Montana, People

Who was the old guy that became famous for standing up to America?

This person lived a long time ago. He was not white. He was Native American. He was a leader of the Wallowa band of the Nez Perce Native American tribe. He had one Anglo name: Joseph. His native name, “Hin-mah-too-yah-lat-kekt,” meant: “Thunder Rolling Down the Mountain.”

Joseph – Nez Perce Chief
c. January 1877

Later in life he came to be known as Chief Joseph. His father was also a chief of his people. Researchers believe the Nez Perce lived in the northwestern part of America for several thousand years. Joseph’s people and their culture were closely connected to the land where they lived.

This began to change when Europeans came to America. From east to west, Native Americans of all tribes were moved off their homelands by Europeans. In 1803, President Thomas Jefferson signed a deal with Napoleon, the leader of France, to buy the Louisiana Territory for $15 million dollars. (That is nearly $382 million dollars today.) Exploration and movement to the west and northwestern parts of America followed almost immediately.

Nez Perce Traditional Land vs Reservations
Source: www.demis.nl

Europeans needed places to live and farm. That was one thing. Something that caused even more movement west was the discovery of gold, silver, and other precious metals in the West. The American Government made treaties with the Native Americans. The desire for more land kept growing. The treaties were broken and the Native Americans kept getting pushed back more and more.

At one point the American Government went so far as to say that it was the “Manifest Destiny” of white people (Europeans that had become Americans) to take over control of the American continent from any and all native peoples.

“Manifest Destiny”
Painting – John Gast (1872)

Native Americans started to fight back. They fought hard for their lands and their way of life. Many times they won and inflicted heavy losses on the Americans. After the Civil War, the American Government began to weaken the Native Americans by deliberately attacking their food supply…the buffalo/American Bison. The thought was, if the Buffalo were gone, then the Native Americans would become weak and easy to control.

This was how things were in North America when Joseph became a chief of his Nez Perce people in the Wallowa area of what is now northeast Oregon.

Joseph became a chief after his father died in 1871. The American Government put pressure on the Nez Perce to leave their ancestral land. They did not want to go. The Nez Perce were given a deadline: Move or be forced out.

Chief Joseph and Family (1880)

Joseph and the other chiefs knew if they did not move, there would be fighting and it would not go well for their people. Early in 1877, they prepared to move. Before that happened, a group of young Nez Perce attacked and killed some white settlers. In June 1877, the Nez Perce retreated from their land and the US Army began to chase them.

Joseph fled the area with a little over 700 of his tribe. About 250 were warriors. The rest were women and children. The army chased them with over 2,000 soldiers. They fought several heavy battles as they retreated north and east. It became known as the Nez Perce War.

The Nez Perce leaders decided to go to Canada. Sitting Bull and a group of the Lakota Sioux people had already escaped from the United States to Canada. They asked the Canadian Government for protection from the US Army. The Nez Perce wanted to do the same.

The Nez Perce Fighting Retreat (1877)

Joseph and his people never reached Canada. After four months of retreating and fighting, after cold, hunger, and hardship for men, women, and children, Joseph and his people surrendered to the army. The Canadian border was only 40 miles away.

The fighting stopped at the Bear Paw Battlefield near what is today Chinook, Montana. Winter was coming. Food had run out. Joseph surrendered on October 5, 1877, with these words:

“I am tired of fighting. Our chiefs are killed. Looking Glass is dead. Toohoolhoolzoote is dead. The old men are all dead. It is the young men who say, ‘Yes’ or ‘No.’ He who led the young men [Ollokot] is dead. It is cold, and we have no blankets. The little children are freezing to death. My people, some of them, have run away to the hills, and have no blankets, no food. No one knows where they are — perhaps freezing to death. I want to have time to look for my children and see how many of them I can find. Maybe I shall find them among the dead. Hear me, my chiefs! I am tired. My heart is sick and sad. From where the sun now stands I will fight no more forever.”

Joseph spared his people from more physical suffering. In the end, their lands were taken from them. Joseph lived 27 more years. He died in September 1904, on the Coleville Indian Reservation in north central Washington. He was never allowed to return home.

Chief Joseph Mountain, Wallowa, Oregon
Source: Daniel Pabst

“It does not require many words to speak the truth.”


* EXERCISE REQUIREMENTS: Using the listing below, show all lines that hold the word "axes".

* INPUT FOR THIS TASK:
────────────────────
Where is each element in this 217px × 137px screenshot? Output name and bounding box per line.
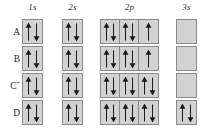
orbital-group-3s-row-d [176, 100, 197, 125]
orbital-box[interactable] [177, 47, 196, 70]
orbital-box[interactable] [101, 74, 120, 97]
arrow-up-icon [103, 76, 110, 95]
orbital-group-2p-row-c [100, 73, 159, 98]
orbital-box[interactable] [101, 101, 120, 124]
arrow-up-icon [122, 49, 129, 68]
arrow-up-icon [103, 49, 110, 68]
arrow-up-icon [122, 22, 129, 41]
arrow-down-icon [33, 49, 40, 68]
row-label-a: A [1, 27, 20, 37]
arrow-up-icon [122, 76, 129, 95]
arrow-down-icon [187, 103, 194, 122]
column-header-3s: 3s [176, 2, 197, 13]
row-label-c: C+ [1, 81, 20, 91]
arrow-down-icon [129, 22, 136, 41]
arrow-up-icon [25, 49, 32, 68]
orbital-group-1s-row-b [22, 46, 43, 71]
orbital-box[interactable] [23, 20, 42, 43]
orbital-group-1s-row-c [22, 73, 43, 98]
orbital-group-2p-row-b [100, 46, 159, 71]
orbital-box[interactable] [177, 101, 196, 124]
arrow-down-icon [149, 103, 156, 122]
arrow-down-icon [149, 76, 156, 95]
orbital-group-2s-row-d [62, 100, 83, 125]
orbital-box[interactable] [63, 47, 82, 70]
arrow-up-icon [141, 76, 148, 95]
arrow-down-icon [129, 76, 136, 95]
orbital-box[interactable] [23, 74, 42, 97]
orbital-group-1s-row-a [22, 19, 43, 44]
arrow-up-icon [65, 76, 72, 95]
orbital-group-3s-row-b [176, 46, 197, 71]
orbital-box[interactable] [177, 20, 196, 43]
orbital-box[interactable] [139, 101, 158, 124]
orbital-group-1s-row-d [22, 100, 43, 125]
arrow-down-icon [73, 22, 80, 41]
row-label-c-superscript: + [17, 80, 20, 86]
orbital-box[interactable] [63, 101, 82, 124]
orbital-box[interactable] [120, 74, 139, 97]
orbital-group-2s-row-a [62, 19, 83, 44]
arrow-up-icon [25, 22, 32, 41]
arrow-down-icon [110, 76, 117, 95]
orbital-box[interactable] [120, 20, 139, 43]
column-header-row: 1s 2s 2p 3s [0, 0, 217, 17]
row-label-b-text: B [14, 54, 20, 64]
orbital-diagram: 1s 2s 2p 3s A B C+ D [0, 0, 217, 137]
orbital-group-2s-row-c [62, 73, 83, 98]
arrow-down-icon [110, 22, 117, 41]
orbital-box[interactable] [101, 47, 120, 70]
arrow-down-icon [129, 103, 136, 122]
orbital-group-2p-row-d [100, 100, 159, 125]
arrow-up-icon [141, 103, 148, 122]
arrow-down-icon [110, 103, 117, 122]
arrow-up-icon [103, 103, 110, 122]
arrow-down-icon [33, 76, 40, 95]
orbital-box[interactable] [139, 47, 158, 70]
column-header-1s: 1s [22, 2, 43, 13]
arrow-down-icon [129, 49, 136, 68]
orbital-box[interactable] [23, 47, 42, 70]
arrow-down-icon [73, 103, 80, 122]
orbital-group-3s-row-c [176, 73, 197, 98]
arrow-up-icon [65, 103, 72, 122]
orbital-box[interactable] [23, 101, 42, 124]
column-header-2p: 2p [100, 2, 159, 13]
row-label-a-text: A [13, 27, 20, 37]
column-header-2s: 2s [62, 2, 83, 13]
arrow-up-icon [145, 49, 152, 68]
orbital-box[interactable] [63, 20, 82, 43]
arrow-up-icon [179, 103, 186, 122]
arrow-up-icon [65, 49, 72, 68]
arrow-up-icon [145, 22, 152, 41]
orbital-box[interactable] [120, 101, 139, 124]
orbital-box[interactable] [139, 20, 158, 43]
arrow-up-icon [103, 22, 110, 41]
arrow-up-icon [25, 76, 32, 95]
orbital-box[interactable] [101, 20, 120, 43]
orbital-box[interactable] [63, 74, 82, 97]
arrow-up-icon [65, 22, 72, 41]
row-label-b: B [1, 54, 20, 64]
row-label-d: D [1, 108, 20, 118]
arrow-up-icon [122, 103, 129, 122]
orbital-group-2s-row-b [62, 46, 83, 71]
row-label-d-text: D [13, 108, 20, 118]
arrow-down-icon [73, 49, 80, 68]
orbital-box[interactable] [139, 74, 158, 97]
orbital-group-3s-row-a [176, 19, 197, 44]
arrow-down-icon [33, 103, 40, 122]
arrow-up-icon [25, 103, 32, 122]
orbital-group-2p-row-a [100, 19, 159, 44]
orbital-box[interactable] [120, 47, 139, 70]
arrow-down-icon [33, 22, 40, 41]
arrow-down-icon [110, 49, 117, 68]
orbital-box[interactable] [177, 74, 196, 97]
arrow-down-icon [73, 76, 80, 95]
────────────────────
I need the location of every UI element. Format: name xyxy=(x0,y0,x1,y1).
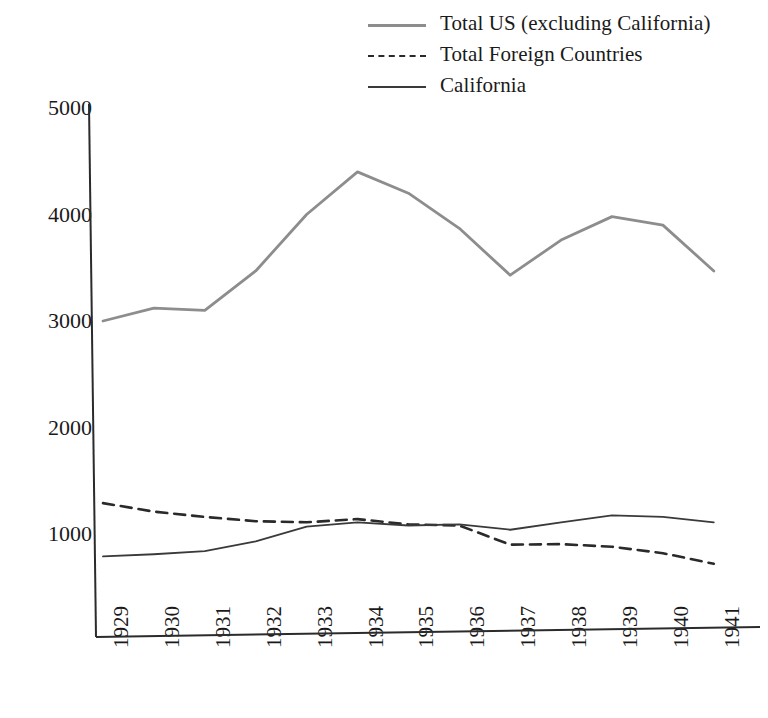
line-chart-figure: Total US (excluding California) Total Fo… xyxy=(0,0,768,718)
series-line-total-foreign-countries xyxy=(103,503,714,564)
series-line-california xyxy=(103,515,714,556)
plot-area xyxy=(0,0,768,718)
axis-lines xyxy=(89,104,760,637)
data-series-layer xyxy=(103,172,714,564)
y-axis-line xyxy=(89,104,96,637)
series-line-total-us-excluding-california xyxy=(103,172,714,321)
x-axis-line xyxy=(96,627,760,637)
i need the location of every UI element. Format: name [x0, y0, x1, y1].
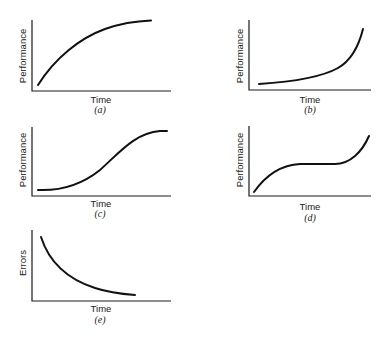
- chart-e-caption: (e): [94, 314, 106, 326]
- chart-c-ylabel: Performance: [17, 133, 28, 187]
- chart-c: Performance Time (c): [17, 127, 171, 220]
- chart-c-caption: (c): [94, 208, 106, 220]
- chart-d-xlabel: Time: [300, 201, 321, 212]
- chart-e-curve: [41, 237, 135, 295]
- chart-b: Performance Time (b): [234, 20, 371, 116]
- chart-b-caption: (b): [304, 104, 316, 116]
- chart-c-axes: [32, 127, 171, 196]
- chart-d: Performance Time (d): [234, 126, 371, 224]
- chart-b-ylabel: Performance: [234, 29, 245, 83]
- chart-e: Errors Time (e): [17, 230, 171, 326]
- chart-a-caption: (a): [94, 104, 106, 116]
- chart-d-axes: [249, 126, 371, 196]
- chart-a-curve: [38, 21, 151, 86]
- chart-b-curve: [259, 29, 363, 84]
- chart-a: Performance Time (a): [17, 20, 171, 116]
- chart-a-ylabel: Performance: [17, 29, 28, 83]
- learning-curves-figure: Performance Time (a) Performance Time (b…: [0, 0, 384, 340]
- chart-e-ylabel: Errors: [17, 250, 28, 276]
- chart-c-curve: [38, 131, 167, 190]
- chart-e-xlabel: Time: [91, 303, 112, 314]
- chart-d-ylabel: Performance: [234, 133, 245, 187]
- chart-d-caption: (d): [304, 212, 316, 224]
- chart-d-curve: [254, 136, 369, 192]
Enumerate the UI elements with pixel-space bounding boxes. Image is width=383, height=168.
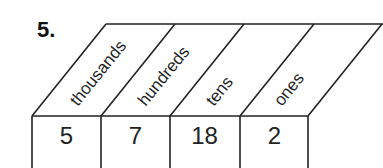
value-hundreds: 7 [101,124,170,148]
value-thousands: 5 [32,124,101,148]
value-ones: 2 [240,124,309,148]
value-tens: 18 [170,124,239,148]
────────────────────
* SOLUTION FOR THIS PROBLEM:
- chart-c-axes: [32, 127, 171, 196]
- chart-d-axes: [249, 126, 371, 196]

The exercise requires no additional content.